For history lovers in Niš the 20th century began in the most beautiful way possible – in 1900, during the construction of the fortress bridge, when the bronze portrait of Constantine the Great was found. This valuable accidental finding had to be placed somewhere and that is when the awareness of the need to establish a museum was created. The commemoration of 1600 years since the passing of the Edict of Milan in 1913 renewed this idea, the realization of which was delayed by the Balkan and World Wars. In the newly formed kingdom of the 1930s the conditions were met for the establishment of Niš Museum.
The National Museum in Niš was founded on April 1, 1933 by a group of museum establishment supporters gathered around the Museum Society, founded that year, whose most prominent members were its founders – Adam Oršić Slavetić, Rudolf Bratanić, Borivoje Gojković, Aleksandar Nenadović and Borivoje Popović.
For the first months of its existence the Museum was temporarily housed in the building of the Teacher’s Dormitory and the first exhibition set up in this space was seen by several thousand visitors. Half a year after its establishment, on October 22, 1933, the Museum was moved to the house of the Christodoulou family when it was officially opened under the name of the City of Niš Historical and Ethnographic Museum.
The museum objects were classified into seven collections (Prehistory, Classical Antiquity, Middle Ages, numismatics, collection of artistic paintings and collection of weapons). Thanks to the accommodation and presentation possibilities this permanent museum exhibition was one of the richest in Serbia in terms of conception, professional work and the richness of the exhibits.
In the period from 1934-1939, although without regulated funding, the museum administration organized numerous research works in the area of Niš and its surroundings. The great names of archeology of that period participated in the archaeological research – Nikola Vulić, Jovan Kovačević, Borivoje Popović and Vladimir Fjuks. The museum building was constructed in Medijana and the publication of the Morava Archaeological Gazette was launched. The Second World War interrupted one of the most fruitful stages in the development of the Museum. Enormous damage was caused by the bombing of Niš by allies on September 2, 1944, when the museum building was hit by a direct bomb and a large number of collected objects were destroyed with it.
After the Second World War the People’s Committee of the Municipality of Niš restored the Museum under the name National Museum (1947). Since the Museum lost its complete ethnographic collection in the whirlwind of war, and other collections were cut in half, the task of museum employees was to animate citizens’ awareness of the need to collect antiquities. In addition to purchases and gifts museum collections were filled through archaeological research.
In 1950 the Museum was moved to new premises where it is still located today. The building in Stanka Paunovića Street (today Generala Milojka Lešjanina Street) was the home to the historical department called National Liberation War Museum. The permanent archaeological exhibition was set up in the building of the former bank in Peti Kongres Street (today Nikole Pašića Street), In 1951, the Art Gallery was founded in the Synagogue, and the following year, Mija Stanimirović Memorial Department was opened, whose exhibition was removed in 1957. The permanent exhibition of the Memorial Complex “February 12” was opened in 1967.
In this period a great step forward in museological presentation was made, mostly thanks to the help of well-known scientific workers from Belgrade, among whom Đorđe Mano Zisi, Milutin Garašanin and Miodrag Grbić were the foremost. They initiated the formation of a new permanent archaeological museum exhibition in 1965.
Today the Museum has over 40,000 objects in its collections from the fields of archaeology, numismatics, epigraphy, history, history of art and ethnology, and it also has two memorial collections dedicated to Stevan Sremac and Branko Miljković. The uniqueness of the Museum is reflected in the fact that it also includes three Immovable Cultural Properties of Exceptional Importance: Archeological Park Mediana, Skull Tower Monument and the Memorial Complex “February 12”.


◆ **WHAT YOU SHOULD DO**:
Reproduce the records exactly. Leave the pictures out.

****************************************

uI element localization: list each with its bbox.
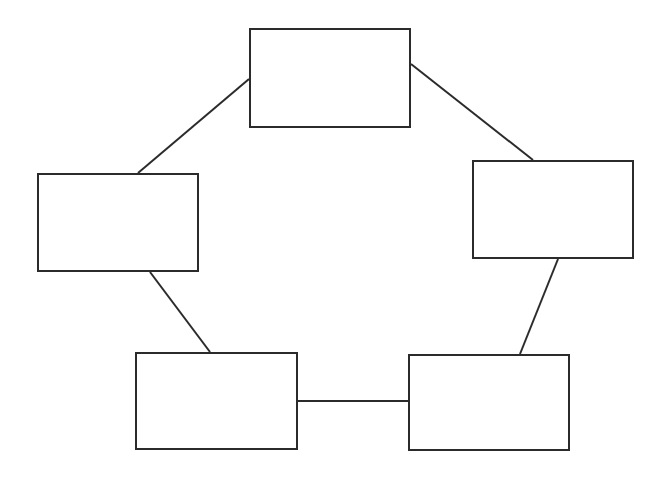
node-box-right <box>472 160 634 259</box>
connector-left-to-bottom-left <box>150 272 210 352</box>
node-box-top <box>249 28 411 128</box>
node-box-left <box>37 173 199 272</box>
connector-top-to-right <box>411 64 533 160</box>
node-box-bottom-right <box>408 354 570 451</box>
connector-right-to-bottom-right <box>520 259 558 354</box>
connector-top-to-left <box>138 79 249 173</box>
ring-diagram <box>0 0 663 477</box>
node-box-bottom-left <box>135 352 298 450</box>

****************************************

◆ **EXERCISE RESULT**:
uI element localization: list each with its bbox.
node-box-right <box>472 160 634 259</box>
connector-left-to-bottom-left <box>150 272 210 352</box>
node-box-top <box>249 28 411 128</box>
node-box-left <box>37 173 199 272</box>
connector-top-to-right <box>411 64 533 160</box>
node-box-bottom-right <box>408 354 570 451</box>
connector-right-to-bottom-right <box>520 259 558 354</box>
connector-top-to-left <box>138 79 249 173</box>
ring-diagram <box>0 0 663 477</box>
node-box-bottom-left <box>135 352 298 450</box>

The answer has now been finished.